Medieval kebabs and pasta: 5 foods you (probably) didn’t know were being eaten in the Middle Ages
Roast boars and flagons of wine might be what most of us conjure up when we think of medieval cookery. But contemporary sources suggest that our ancestors enjoyed a wide variety of cuisine, and were adventurous in their tastes, too...
Here, freelance writer George Dobbs reveals five examples of commonplace courtly dishes that wouldn't look too out of place on your dinner table today...
Sweet and sour
Sweet and sour rabbit is one of the more curious dishes included in Maggie Black's The Medieval Cookbook. Found in a collection of 14th-century manuscripts called the Curye on Inglish, it includes sugar, red wine vinegar, currants, onions, ginger and cinnamon (along with plenty of “powdour of peper”) to produce a sticky sauce with more than a hint of the modern Chinese takeaway.
The recipe probably dates as far back as the Norman Conquest, when the most surprising ingredient for Saxons would have been rabbit, only recently introduced to England from continental Europe.
Pasta
In the same manuscript we find instructions for pasta production, with fine flour used to “make therof thynne foyles as paper with a roller, drye it hard and seeth it in broth”. This was known as 'losyns', and a typical dish involved layering the pasta with cheese sauce to make another English favourite: lasagne.
Sadly the lack of tomatoes meant there was no rich bolognese to go along with the béchamel, but it was still a much-loved dish, and was served at the end of meals to help soak up the large amount of alcohol you were expected to imbibe – much as an oily kebab might today.
In Thomas Austin's edition of Two Fifteenth Century Cookery Books, you can find several other pasta recipes, including ravioli and Lesenge Fries – a sugar and saffron doughnut, similar to the modern Italian feast day treats such as frappe or castagnole. The full edition, including hundreds of medieval recipes, can be found online through the University of Michigan database.
Rice dishes
Rice was grown in Europe as early as the 8th century by Spanish Moors. By the 15th century it was produced across Spain and Italy, and exported to all corners of Europe in vast quantities. The brilliant recipe resource www.medievalcookery.com shows the wide variety of ways in which rice was used, including three separate medieval references to a dish called blancmager.
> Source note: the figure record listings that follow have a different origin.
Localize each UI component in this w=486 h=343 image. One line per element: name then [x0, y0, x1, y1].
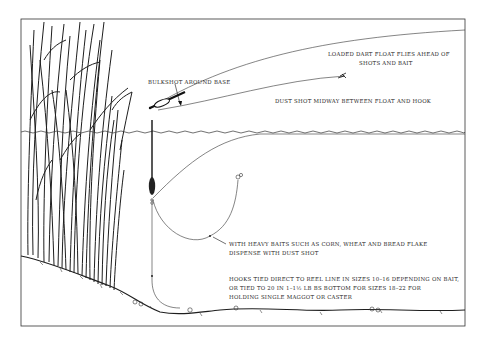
- reeds: [28, 22, 132, 290]
- settled-float: [149, 120, 155, 204]
- water-surface: [21, 131, 465, 133]
- bulkshot-arrowhead-icon: [178, 101, 182, 106]
- flying-dart-float: [149, 92, 185, 109]
- hook-with-bait: [236, 173, 243, 179]
- label-hooks-line1: HOOKS TIED DIRECT TO REEL LINE IN SIZES …: [229, 275, 459, 284]
- label-hooks-line2: OR TIED TO 20 IN 1–1½ LB BS BOTTOM FOR S…: [229, 284, 421, 293]
- sinking-line-loop: [153, 180, 238, 240]
- flying-hook-with-bait: [338, 73, 346, 78]
- label-heavy-baits-line1: WITH HEAVY BAITS SUCH AS CORN, WHEAT AND…: [229, 240, 427, 249]
- heavy-baits-arrow: [213, 237, 226, 244]
- label-dust-shot: DUST SHOT MIDWAY BETWEEN FLOAT AND HOOK: [275, 97, 431, 106]
- label-loaded-float-line1: LOADED DART FLOAT FLIES AHEAD OF: [328, 50, 450, 59]
- label-loaded-float-line2: SHOTS AND BAIT: [359, 59, 413, 68]
- sinking-line-upper: [153, 134, 465, 198]
- dust-shot-vertical: [151, 275, 153, 277]
- label-heavy-baits-line2: DISPENSE WITH DUST SHOT: [229, 249, 318, 258]
- label-hooks-line3: HOLDING SINGLE MAGGOT OR CASTER: [229, 293, 352, 302]
- dust-shot: [209, 235, 211, 237]
- label-bulkshot: BULKSHOT AROUND BASE: [148, 78, 230, 87]
- vertical-line: [152, 204, 180, 308]
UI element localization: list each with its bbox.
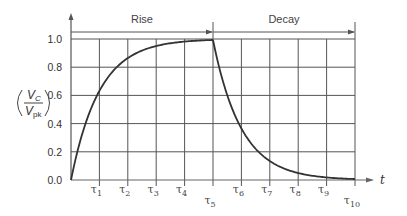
x-axis-arrow-icon xyxy=(366,178,374,183)
y-tick-label: 0.8 xyxy=(47,61,62,73)
x-tick-label: τ1 xyxy=(91,183,102,198)
phase-label-rise: Rise xyxy=(131,13,153,25)
decay-curve xyxy=(213,40,355,179)
phase-arrow-icon xyxy=(206,30,213,35)
x-tick-labels: τ1τ2τ3τ4τ5τ6τ7τ8τ9τ10 xyxy=(91,183,360,209)
rc-charge-discharge-chart: RiseDecay 0.00.20.40.60.81.0 τ1τ2τ3τ4τ5τ… xyxy=(0,0,407,216)
x-tick-label: τ7 xyxy=(261,183,272,198)
y-tick-label: 1.0 xyxy=(47,33,62,45)
phase-label-decay: Decay xyxy=(268,13,300,25)
x-tick-label: τ6 xyxy=(233,183,244,198)
y-tick-label: 0.2 xyxy=(47,146,62,158)
x-tick-label: τ10 xyxy=(344,194,360,209)
x-tick-label: τ8 xyxy=(290,183,301,198)
x-tick-label: τ3 xyxy=(148,183,159,198)
ylabel-denominator: Vpk xyxy=(25,104,42,119)
grid-lines xyxy=(71,22,355,186)
ylabel-numerator: VC xyxy=(27,88,41,103)
x-tick-label: τ5 xyxy=(204,194,215,209)
y-tick-label: 0.0 xyxy=(47,174,62,186)
x-tick-label: τ2 xyxy=(119,183,130,198)
x-axis-label: t xyxy=(380,173,385,187)
axes xyxy=(69,13,375,183)
y-axis-label: VCVpk xyxy=(18,88,50,119)
y-axis-arrow-icon xyxy=(69,13,74,20)
y-tick-labels: 0.00.20.40.60.81.0 xyxy=(47,33,62,186)
x-tick-label: τ9 xyxy=(318,183,329,198)
left-paren xyxy=(18,90,23,116)
phase-arrow-icon xyxy=(348,30,355,35)
y-tick-label: 0.4 xyxy=(47,118,62,130)
rise-curve xyxy=(71,40,213,180)
x-tick-label: τ4 xyxy=(176,183,187,198)
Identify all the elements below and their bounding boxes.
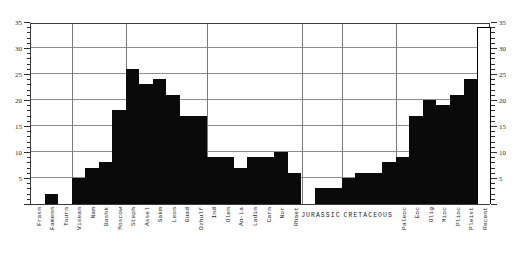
y-tick <box>27 43 31 44</box>
bar <box>464 79 478 204</box>
x-tick-label: Recent <box>483 207 489 230</box>
x-tick-label: Olen <box>226 207 232 222</box>
x-tick-cell: Carn <box>260 206 274 255</box>
y-tick <box>491 162 495 163</box>
y-tick <box>24 126 30 127</box>
bar <box>328 188 342 204</box>
x-tick-label: Famenn <box>50 207 56 230</box>
y-tick <box>491 194 495 195</box>
y-axis-label: 35 <box>499 20 506 27</box>
y-tick <box>24 204 30 205</box>
y-tick <box>491 22 497 23</box>
y-tick <box>27 32 31 33</box>
y-tick <box>491 27 495 28</box>
bar <box>274 152 288 204</box>
y-tick <box>27 90 31 91</box>
y-tick <box>27 69 31 70</box>
y-tick <box>491 105 495 106</box>
y-tick <box>491 95 495 96</box>
bar <box>261 157 275 204</box>
bar <box>220 157 234 204</box>
bar <box>450 95 464 204</box>
x-tick-label: Ind <box>212 207 218 218</box>
bar <box>355 173 369 204</box>
y-tick <box>491 147 495 148</box>
y-tick <box>27 95 31 96</box>
y-tick <box>491 38 495 39</box>
y-tick <box>27 79 31 80</box>
y-tick <box>27 116 31 117</box>
x-tick-label: Olig <box>429 207 435 222</box>
y-tick <box>491 204 497 205</box>
x-tick-cell: Bashk <box>98 206 112 255</box>
bar <box>342 178 356 204</box>
x-tick-label: Sakm <box>158 207 164 222</box>
bar <box>288 173 302 204</box>
y-axis-label: 25 <box>499 72 506 79</box>
y-tick <box>27 84 31 85</box>
x-tick-label: An-La <box>239 207 245 226</box>
x-tick-cell: Tourn <box>57 206 71 255</box>
y-axis-label: 15 <box>499 124 506 131</box>
period-label: CRETACEOUS <box>341 212 395 219</box>
histogram-chart: 5101520253035 5101520253035 FrasnFamennT… <box>0 0 525 255</box>
y-tick <box>491 79 495 80</box>
bar <box>234 168 248 204</box>
x-tick-cell: Recent <box>476 206 490 255</box>
y-tick <box>491 110 495 111</box>
x-tick-cell: Olig <box>422 206 436 255</box>
bar <box>85 168 99 204</box>
y-tick <box>27 27 31 28</box>
x-tick-cell: Visean <box>71 206 85 255</box>
y-tick <box>491 121 495 122</box>
period-label: JURASSIC <box>301 212 342 219</box>
y-tick <box>27 110 31 111</box>
y-tick <box>491 188 495 189</box>
bar <box>396 157 410 204</box>
y-axis-label: 35 <box>15 20 22 27</box>
bar <box>180 116 194 204</box>
y-tick <box>24 178 30 179</box>
x-tick-label: Plioc <box>456 207 462 226</box>
x-tick-cell: Dzhulf <box>192 206 206 255</box>
y-tick <box>24 22 30 23</box>
y-tick <box>27 188 31 189</box>
x-tick-cell: An-La <box>233 206 247 255</box>
y-tick <box>491 100 497 101</box>
x-tick-cell: Guad <box>179 206 193 255</box>
y-tick <box>491 58 495 59</box>
x-tick-cell: Frasn <box>30 206 44 255</box>
x-tick-cell: Pleist <box>463 206 477 255</box>
x-tick-cell: Ind <box>206 206 220 255</box>
bar <box>315 188 329 204</box>
y-tick <box>27 147 31 148</box>
y-tick <box>491 32 495 33</box>
y-tick <box>27 142 31 143</box>
y-tick <box>491 152 497 153</box>
x-tick-label: Carn <box>267 207 273 222</box>
y-tick <box>27 199 31 200</box>
x-tick-label: Leon <box>172 207 178 222</box>
x-tick-label: Nor <box>280 207 286 218</box>
y-tick <box>24 152 30 153</box>
y-tick <box>27 173 31 174</box>
y-axis-label: 25 <box>15 72 22 79</box>
y-tick <box>491 90 495 91</box>
x-tick-cell: Famenn <box>44 206 58 255</box>
y-tick <box>491 173 495 174</box>
y-tick <box>491 136 495 137</box>
x-tick-cell: Moscow <box>111 206 125 255</box>
y-tick <box>24 74 30 75</box>
bar <box>126 69 140 204</box>
x-tick-cell: Sakm <box>152 206 166 255</box>
y-tick <box>491 142 495 143</box>
y-tick <box>491 64 495 65</box>
y-tick <box>491 84 495 85</box>
y-tick <box>491 126 497 127</box>
x-tick-label: Nam <box>91 207 97 218</box>
bar <box>423 100 437 204</box>
y-axis-label: 5 <box>499 176 503 183</box>
y-tick <box>491 157 495 158</box>
y-tick <box>27 64 31 65</box>
y-tick <box>491 183 495 184</box>
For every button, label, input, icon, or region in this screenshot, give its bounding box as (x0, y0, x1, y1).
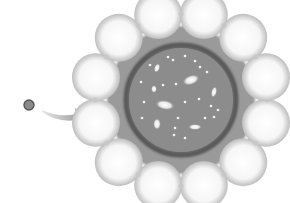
bubble-node (104, 55, 109, 60)
bubble-node (222, 23, 227, 28)
star (175, 83, 178, 86)
bubble-cell (242, 53, 290, 101)
bubble-node (179, 12, 184, 17)
source-dot (24, 100, 34, 110)
bubble-cell (72, 99, 120, 147)
bubble-node (93, 98, 98, 103)
star (217, 109, 220, 112)
bubble-node (104, 141, 109, 146)
star (184, 101, 187, 104)
star (141, 117, 144, 120)
star (198, 98, 201, 101)
bubble-node (222, 172, 227, 177)
universe-expansion-diagram (0, 0, 290, 203)
star (162, 84, 165, 87)
galaxy (188, 124, 202, 130)
diagram-canvas (0, 0, 290, 203)
star (213, 116, 216, 119)
star (167, 56, 170, 59)
star (177, 117, 180, 120)
universe (72, 0, 290, 203)
star (173, 134, 176, 137)
star (199, 66, 202, 69)
star (149, 64, 152, 67)
star (210, 105, 213, 108)
star (140, 81, 143, 84)
bubble-node (179, 184, 184, 189)
bubble-node (253, 55, 258, 60)
star (204, 117, 207, 120)
bubble-node (136, 23, 141, 28)
bubble-node (253, 141, 258, 146)
star (206, 71, 209, 74)
star (172, 59, 175, 62)
star (143, 101, 146, 104)
galaxy (151, 85, 157, 93)
bubble-node (136, 172, 141, 177)
star (194, 60, 197, 63)
star (174, 127, 177, 130)
galaxy (153, 118, 161, 130)
star (184, 137, 187, 140)
star (184, 55, 187, 58)
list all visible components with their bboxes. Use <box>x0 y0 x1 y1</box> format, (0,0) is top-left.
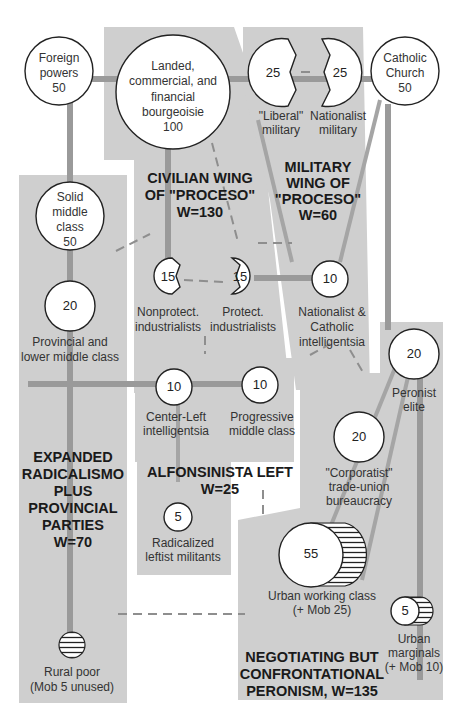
svg-text:financial: financial <box>151 90 195 104</box>
svg-text:powers: powers <box>40 66 79 80</box>
svg-text:military: military <box>319 123 357 137</box>
svg-text:"Liberal": "Liberal" <box>259 109 304 123</box>
svg-text:Landed,: Landed, <box>151 59 194 73</box>
svg-text:PLUS: PLUS <box>54 483 93 499</box>
svg-text:Radicalized: Radicalized <box>152 536 214 550</box>
coalition-diagram: Foreign powers 50 Landed, commercial, an… <box>0 0 464 718</box>
svg-text:NEGOTIATING BUT: NEGOTIATING BUT <box>245 649 379 665</box>
svg-text:EXPANDED: EXPANDED <box>33 449 113 465</box>
svg-text:PERONISM, W=135: PERONISM, W=135 <box>246 683 378 699</box>
svg-text:20: 20 <box>407 346 421 361</box>
svg-text:bureaucracy: bureaucracy <box>326 494 392 508</box>
svg-text:elite: elite <box>403 400 425 414</box>
svg-text:Solid: Solid <box>57 190 84 204</box>
svg-text:Catholic: Catholic <box>383 51 426 65</box>
svg-text:50: 50 <box>63 235 77 249</box>
svg-text:15: 15 <box>161 269 175 284</box>
svg-text:(Mob 5 unused): (Mob 5 unused) <box>30 680 114 694</box>
node-solid-middle-class: Solid middle class 50 <box>36 182 104 250</box>
svg-text:Catholic: Catholic <box>310 320 353 334</box>
svg-text:Nonprotect.: Nonprotect. <box>137 305 199 319</box>
svg-text:MILITARY: MILITARY <box>285 159 352 175</box>
svg-text:W=130: W=130 <box>177 204 223 220</box>
svg-text:Center-Left: Center-Left <box>146 410 207 424</box>
svg-text:55: 55 <box>304 546 318 561</box>
svg-text:Protect.: Protect. <box>222 305 263 319</box>
svg-text:(+ Mob 10): (+ Mob 10) <box>385 660 443 674</box>
svg-text:25: 25 <box>266 65 280 80</box>
svg-text:Nationalist: Nationalist <box>310 109 367 123</box>
svg-text:50: 50 <box>398 81 412 95</box>
svg-text:CIVILIAN WING: CIVILIAN WING <box>147 170 253 186</box>
svg-text:100: 100 <box>163 120 183 134</box>
svg-text:Provincial and: Provincial and <box>32 335 107 349</box>
svg-text:ALFONSINISTA LEFT: ALFONSINISTA LEFT <box>147 464 293 480</box>
svg-text:middle class: middle class <box>229 424 295 438</box>
svg-text:lower middle class: lower middle class <box>21 350 119 364</box>
node-bourgeoisie: Landed, commercial, and financial bourge… <box>116 35 230 149</box>
svg-text:bourgeoisie: bourgeoisie <box>142 105 204 119</box>
svg-text:Peronist: Peronist <box>392 386 437 400</box>
svg-text:Rural poor: Rural poor <box>44 665 100 679</box>
svg-text:middle: middle <box>52 205 88 219</box>
svg-text:military: military <box>262 123 300 137</box>
svg-text:PROVINCIAL: PROVINCIAL <box>28 500 118 516</box>
node-urban-working-class: 55 Urban working class (+ Mob 25) <box>268 523 376 617</box>
svg-text:WING OF: WING OF <box>286 175 350 191</box>
svg-text:W=25: W=25 <box>201 481 239 497</box>
svg-text:Urban working class: Urban working class <box>268 589 376 603</box>
svg-text:industrialists: industrialists <box>135 320 201 334</box>
svg-text:(+ Mob 25): (+ Mob 25) <box>293 603 351 617</box>
svg-text:class: class <box>56 220 83 234</box>
svg-text:5: 5 <box>401 603 408 618</box>
svg-text:intelligentsia: intelligentsia <box>299 335 365 349</box>
svg-text:10: 10 <box>167 379 181 394</box>
svg-text:20: 20 <box>352 429 366 444</box>
svg-text:20: 20 <box>63 298 77 313</box>
svg-text:OF "PROCESO": OF "PROCESO" <box>145 187 255 203</box>
node-catholic-church: Catholic Church 50 <box>371 37 439 105</box>
svg-text:W=70: W=70 <box>54 534 92 550</box>
svg-text:15: 15 <box>233 269 247 284</box>
svg-text:trade-union: trade-union <box>329 480 390 494</box>
node-foreign-powers: Foreign powers 50 <box>25 37 93 105</box>
svg-text:10: 10 <box>323 271 337 286</box>
svg-text:PARTIES: PARTIES <box>42 517 104 533</box>
svg-text:"PROCESO": "PROCESO" <box>275 191 361 207</box>
svg-text:5: 5 <box>174 509 181 524</box>
svg-text:marginals: marginals <box>388 646 440 660</box>
svg-text:CONFRONTATIONAL: CONFRONTATIONAL <box>240 666 385 682</box>
svg-text:25: 25 <box>333 65 347 80</box>
title-peronism: NEGOTIATING BUT CONFRONTATIONAL PERONISM… <box>240 649 385 699</box>
svg-text:Progressive: Progressive <box>230 410 294 424</box>
svg-text:intelligentsia: intelligentsia <box>143 424 209 438</box>
svg-text:Foreign: Foreign <box>39 51 80 65</box>
svg-text:10: 10 <box>253 377 267 392</box>
svg-text:"Corporatist": "Corporatist" <box>325 466 392 480</box>
svg-text:leftist militants: leftist militants <box>145 550 220 564</box>
svg-text:RADICALISMO: RADICALISMO <box>22 466 124 482</box>
svg-text:Church: Church <box>386 66 425 80</box>
svg-text:industrialists: industrialists <box>210 320 276 334</box>
svg-text:Urban: Urban <box>398 632 431 646</box>
svg-text:W=60: W=60 <box>299 207 337 223</box>
svg-text:50: 50 <box>52 81 66 95</box>
svg-text:commercial, and: commercial, and <box>129 74 217 88</box>
svg-text:Nationalist &: Nationalist & <box>298 305 365 319</box>
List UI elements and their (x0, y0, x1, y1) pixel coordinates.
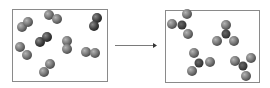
product-molecules (167, 9, 256, 81)
atom (15, 42, 25, 52)
atom (45, 59, 55, 69)
reactant-molecules (15, 10, 102, 77)
atom (90, 48, 100, 58)
outer-atom (189, 48, 199, 58)
diatomic-molecule (81, 47, 100, 58)
outer-atom (212, 36, 222, 46)
atom (62, 44, 72, 54)
diatomic-molecule (35, 32, 52, 47)
center-atom (222, 30, 231, 39)
diatomic-molecule (62, 36, 72, 54)
outer-atom (187, 66, 197, 76)
center-atom (178, 21, 187, 30)
outer-atom (182, 9, 192, 19)
diatomic-molecule (44, 10, 62, 24)
atom (89, 21, 99, 31)
atom (52, 14, 62, 24)
diatomic-molecule (15, 42, 32, 60)
outer-atom (205, 57, 215, 67)
outer-atom (246, 53, 256, 63)
outer-atom (221, 20, 231, 30)
atom (81, 47, 91, 57)
center-atom (239, 62, 248, 71)
outer-atom (183, 29, 193, 39)
tetrahedral-molecule (212, 20, 239, 46)
outer-atom (230, 56, 240, 66)
diatomic-molecule (39, 59, 55, 77)
reaction-arrow (115, 43, 157, 48)
reaction-diagram (0, 0, 270, 88)
tetrahedral-molecule (187, 48, 215, 76)
atom (39, 67, 49, 77)
outer-atom (241, 71, 251, 81)
diatomic-molecule (89, 13, 102, 31)
outer-atom (229, 36, 239, 46)
atom (23, 17, 33, 27)
atom (22, 50, 32, 60)
tetrahedral-molecule (230, 53, 256, 81)
outer-atom (167, 19, 177, 29)
center-atom (195, 59, 204, 68)
atom (42, 32, 52, 42)
diatomic-molecule (17, 17, 33, 32)
tetrahedral-molecule (167, 9, 193, 39)
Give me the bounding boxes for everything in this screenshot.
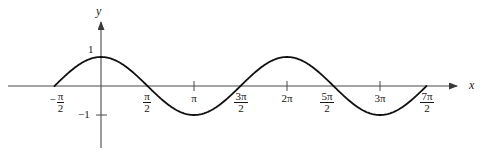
y-tick-label-minus-1: −1 bbox=[78, 109, 90, 120]
x-tick-label-minus-pi-over-2: − π 2 bbox=[40, 91, 74, 114]
fraction-denominator: 2 bbox=[420, 103, 433, 114]
x-tick-label-3pi-over-2: 3π 2 bbox=[224, 91, 258, 114]
cosine-graph-figure: y x 1 −1 − π 2 π 2 π 3π 2 2π 5π 2 bbox=[0, 0, 492, 156]
minus-sign: − bbox=[50, 94, 57, 105]
x-tick-label-pi-over-2: π 2 bbox=[133, 91, 161, 114]
y-axis-label: y bbox=[96, 5, 101, 17]
fraction: 7π 2 bbox=[420, 91, 433, 114]
x-tick-label-2pi: 2π bbox=[277, 93, 297, 104]
fraction-denominator: 2 bbox=[234, 103, 247, 114]
x-axis-label: x bbox=[469, 79, 474, 91]
fraction: 5π 2 bbox=[320, 91, 333, 114]
fraction: 3π 2 bbox=[234, 91, 247, 114]
x-tick-label-7pi-over-2: 7π 2 bbox=[410, 91, 444, 114]
fraction-denominator: 2 bbox=[320, 103, 333, 114]
y-tick-label-1: 1 bbox=[88, 44, 94, 55]
fraction-denominator: 2 bbox=[57, 103, 65, 114]
x-tick-label-3pi: 3π bbox=[370, 93, 390, 104]
x-tick-label-pi: π bbox=[187, 93, 201, 104]
fraction-denominator: 2 bbox=[143, 103, 151, 114]
x-tick-label-5pi-over-2: 5π 2 bbox=[310, 91, 344, 114]
fraction: π 2 bbox=[143, 91, 151, 114]
plot-canvas bbox=[0, 0, 492, 156]
fraction: π 2 bbox=[57, 91, 65, 114]
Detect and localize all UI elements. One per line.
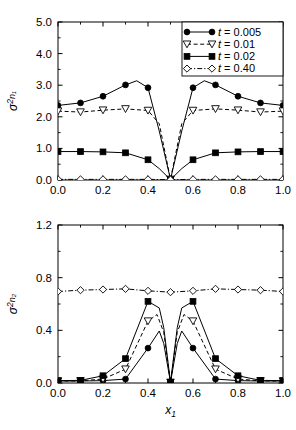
x-tick-label: 0.2 <box>95 184 111 196</box>
y-tick-label: 4.0 <box>36 48 52 60</box>
data-series <box>55 298 286 385</box>
x-tick-label: 0.8 <box>230 184 246 196</box>
svg-text:σ2n₁: σ2n₁ <box>5 91 21 111</box>
plot-top: 0.00.20.40.60.81.00.01.02.03.04.05.0σ2n₁… <box>0 0 296 215</box>
y-tick-label: 0.4 <box>36 324 53 336</box>
x-tick-label: 0.4 <box>140 387 157 399</box>
x-tick-label: 1.0 <box>275 184 291 196</box>
data-series <box>54 285 286 295</box>
svg-text:σ2n₂: σ2n₂ <box>5 293 21 314</box>
data-series <box>54 106 287 183</box>
x-tick-label: 0.6 <box>185 184 201 196</box>
legend-label: t = 0.02 <box>218 50 255 62</box>
legend-label: t = 0.005 <box>218 26 261 38</box>
plot-frame <box>58 225 283 383</box>
figure-container: 0.00.20.40.60.81.00.01.02.03.04.05.0σ2n₁… <box>0 0 296 430</box>
y-axis-title: σ2n₂ <box>5 293 21 314</box>
y-tick-label: 0.0 <box>36 174 52 186</box>
y-tick-label: 2.0 <box>36 111 52 123</box>
x-tick-label: 1.0 <box>275 387 291 399</box>
y-tick-label: 3.0 <box>36 79 52 91</box>
y-tick-label: 5.0 <box>36 16 52 28</box>
x-tick-label: 0.6 <box>185 387 201 399</box>
x-tick-label: 0.0 <box>50 184 66 196</box>
legend-label: t = 0.01 <box>218 38 255 50</box>
data-series <box>55 81 286 182</box>
chart-panel-top: 0.00.20.40.60.81.00.01.02.03.04.05.0σ2n₁… <box>0 0 296 215</box>
y-tick-label: 1.0 <box>36 142 52 154</box>
chart-panel-bottom: 0.00.20.40.60.81.00.00.40.81.2σ2n₂x1 <box>0 215 296 430</box>
data-series <box>55 331 286 385</box>
x-tick-label: 0.8 <box>230 387 246 399</box>
legend-label: t = 0.40 <box>218 62 255 74</box>
legend: t = 0.005t = 0.01t = 0.02t = 0.40 <box>182 22 283 76</box>
data-series <box>54 315 287 386</box>
y-tick-label: 1.2 <box>36 219 52 231</box>
y-axis-title: σ2n₁ <box>5 91 21 111</box>
axis-ticks <box>58 225 283 383</box>
y-tick-label: 0.0 <box>36 377 52 389</box>
x-tick-label: 0.0 <box>50 387 66 399</box>
plot-bottom: 0.00.20.40.60.81.00.00.40.81.2σ2n₂x1 <box>0 215 296 430</box>
y-tick-label: 0.8 <box>36 272 52 284</box>
x-axis-title: x1 <box>164 403 176 419</box>
x-tick-label: 0.4 <box>140 184 157 196</box>
x-tick-label: 0.2 <box>95 387 111 399</box>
Rather than the pudding you might expect, blancmager was actually a soft rice dish, combining chicken or fish with sugar and spices. Due to its bland nature, it was possibly served to invalids as a restorative.
There were also sweet rice dishes, including rice drinks and a dish called prymerose, which combined honey, almonds, primroses and rice flour to make a thick rice pudding.
Pasties
Wrapping food in pastry was commonplace in medieval times. It meant that meat could be baked in stone ovens without being burnt or tarnished by soot, while also forming a rich, thick gravy.
Pie crusts were elaborately decorated to show off the status of the host, and diners would often discard it to get to the filling. However, there were also pastry dishes intended to be eaten as a whole. In The Goodman of Paris, translated into English by Eileen Power, we find a recipe for cheese and mushroom pasties, and we're even given instruction on how to pick our ingredients, with “mushrooms of one night... small, red inside and closed at the top” being the most suitable.
Candy
Subtleties are a famous medieval culinary feature. The term actually encompasses the notion of entertainment with food as well as elaborate savoury dishes, but it's most often used to refer to lavish constructions of almond and sugar that were served at the end of the meal.
These weren't the only way to indulge a sweet tooth, however. Maggie Black describes a recipe in the Curye on Inglish that combines pine nuts with sugar, honey and breadcrumbs to give a chewy candy. And long before it was a health food, almond milk was a commonplace drink at medieval tables.
So what have we learned? From just a few examples it's easy to see that, despite technological restrictions, cookery of this period wasn't necessarily unskilled or unpalatable. It's true that a cursory glance over recipe collections reveals odd dishes such as gruel and compost, which look about as appetising as their names suggest. But for every grim oddity there were many more meals that still sound mouthwatering today. In fact, many of our modern favourites may have roots in medieval kitchens.
George Dobbs is a freelance writer who specialises in literature and history.